CLAW HEALTH/HOOF-TRIMMING

Claw trimming is an important tool to prevent and treat lameness and should be a part of the overall claw-health program. It has been shown that regular hoof-trimming is essential for early detection of subclinical lameness in dairy cows. By detecting subclinical lameness earlier, a treatment plan can be implemented before the problem progresses and the cow becomes severely lame.

Hoof problems can also be prevented by providing a clean environment for the cows to stand. This can be achieved by increasing the amount of times alleys are scraped down during the day. Providing cows with a softer surface to stand on, such as rubber, can help decrease strain that is placed on their feet and legs. 


 

References

Schopke, K., Weidling, S., Pijl, R., and Swalve, H. H. 2012. Relationships between bovine hoof disorders, body condition traits, and test-day yields. Journal of Dairy Science 96: 679-689.

 

Andreasen S. N., and Forkman B. 2012. The welfare of dairy cows is improved in relation to cleanliness and integument alterations on the hocks and lameness when sand is used as stall surface. Journal of Dairy Science 95: 4961-4969.

 

Fregonesi J. A., Tucker C. B., and Weary D. M. 2007. Overstocking reduces lying time in dairy cows. Journal of Dairy Science 90:3349-3354.

 

Ito K., von Keyserlingk M. A. G., LeBlanc S. J., and Weary D. M. 2010. Lying behavior as an indicator of lameness in dairy cows. Journal of Dairy Science 93:3553-3560.

 

Bruijnis M. R. N., Beerda B., Hogeveen H., and Stassen E. N. 2011. Assessing the welfare impact of foot disorders in dairy cattle by a modeling approach. Animal 6:6, 962-970.

 

Chapinal N., Liang Y., Weary D. M., Wang Y., and von Keyselingk M. A. G. 2014. Risk factors for lameness and hock injuries in Holstein herds in China.
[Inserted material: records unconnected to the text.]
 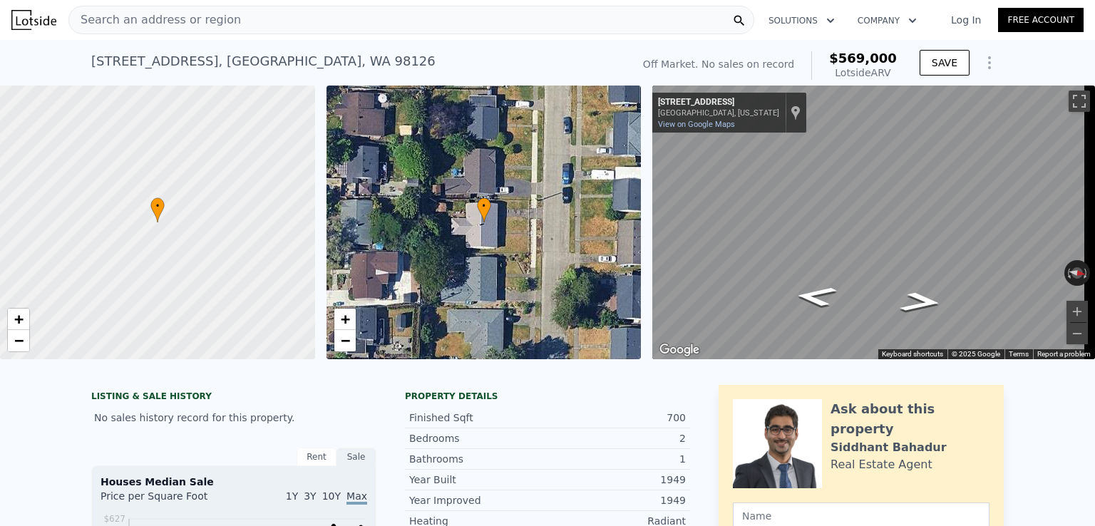 What do you see at coordinates (234, 398) in the screenshot?
I see `div: LISTING & SALE HISTORY` at bounding box center [234, 398].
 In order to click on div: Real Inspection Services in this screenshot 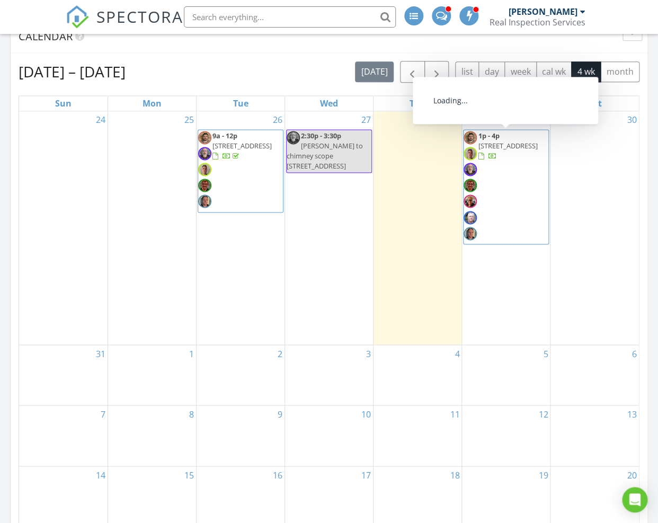, I will do `click(537, 22)`.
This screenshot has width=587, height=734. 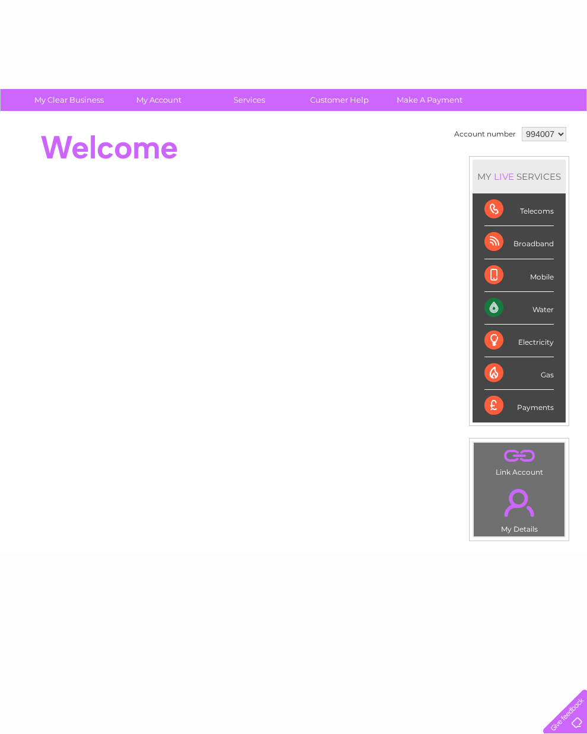 I want to click on a: Customer Help, so click(x=339, y=100).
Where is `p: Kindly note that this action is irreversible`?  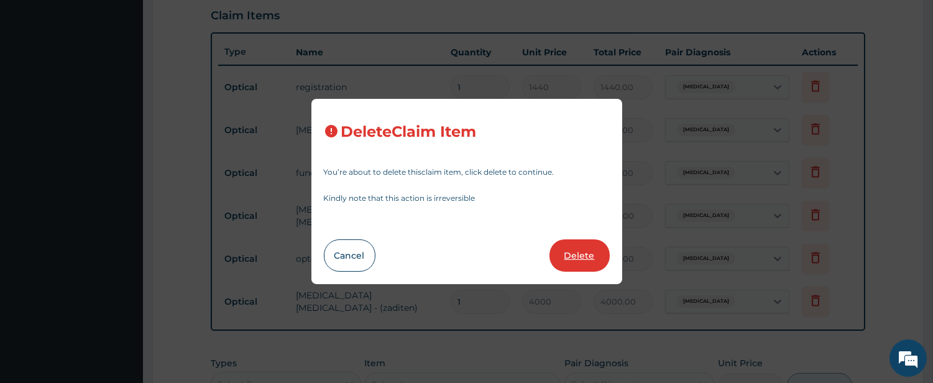
p: Kindly note that this action is irreversible is located at coordinates (467, 198).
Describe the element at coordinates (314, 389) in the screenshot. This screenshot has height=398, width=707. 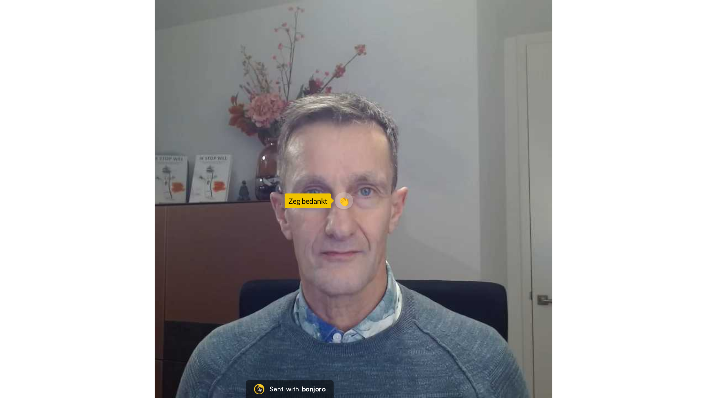
I see `div: bonjoro` at that location.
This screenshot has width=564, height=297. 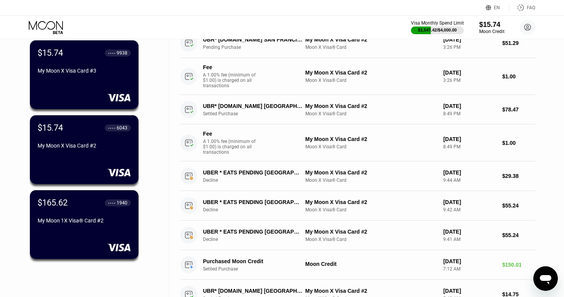 What do you see at coordinates (53, 202) in the screenshot?
I see `div: $165.62` at bounding box center [53, 202].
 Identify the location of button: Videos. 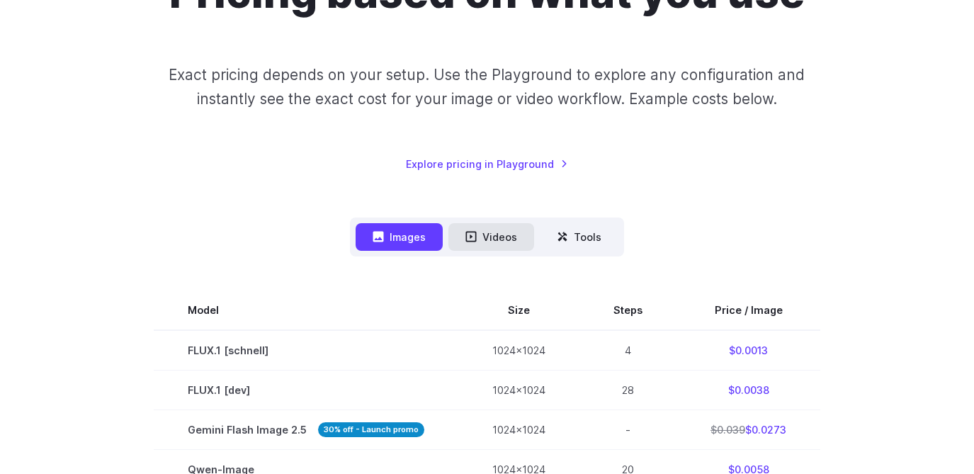
(491, 237).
Journal of Dairy Science 97:4309-4316.

 

Fulwider W. K., Grandin T., Garrick D. J., Engle T. E., Lamm W. D., Dalsted N. L., and Rollin B. E. 2007. Influence of free-stall base on tarsal joint lesions and hygiene in dairy cows. Journal of Dairy Science 90:3559-3566.

 

Bicalho R. C., Machado V. S., and Caixeta L. S. 2009. Lameness in dairy cattle: A debilitating disease or a disease of debilitated cattle? A cross-sectional study of lameness prevalence and thickness of the digital cushion. Journal of Dairy Science 92: 3175-3184.

 

Green L. E., Huxley J. N., Banks C., and Green M. J. 2014. Temporal associations between low body condition, lameness and milk yield in a UK dairy herd. Preventive Veterinary Medicine 113: 63-71.

 

Zurbrigg K., Kelton D., Anderson N., Millman S. 2005. Stall dimensions and the prevalence of lameness, injury, and cleanliness on 317 tie-stall dairy farms in Ontario. Canadian Veterinary Journal 46: 902-909.

DeVries T. J., von Keyserlink M. A. G., Beauchemin K. A. 2005. Frequency of feed delivery affects the behavior of lactating dairy cows. Journal of Dairy Science 88: 3553-3562.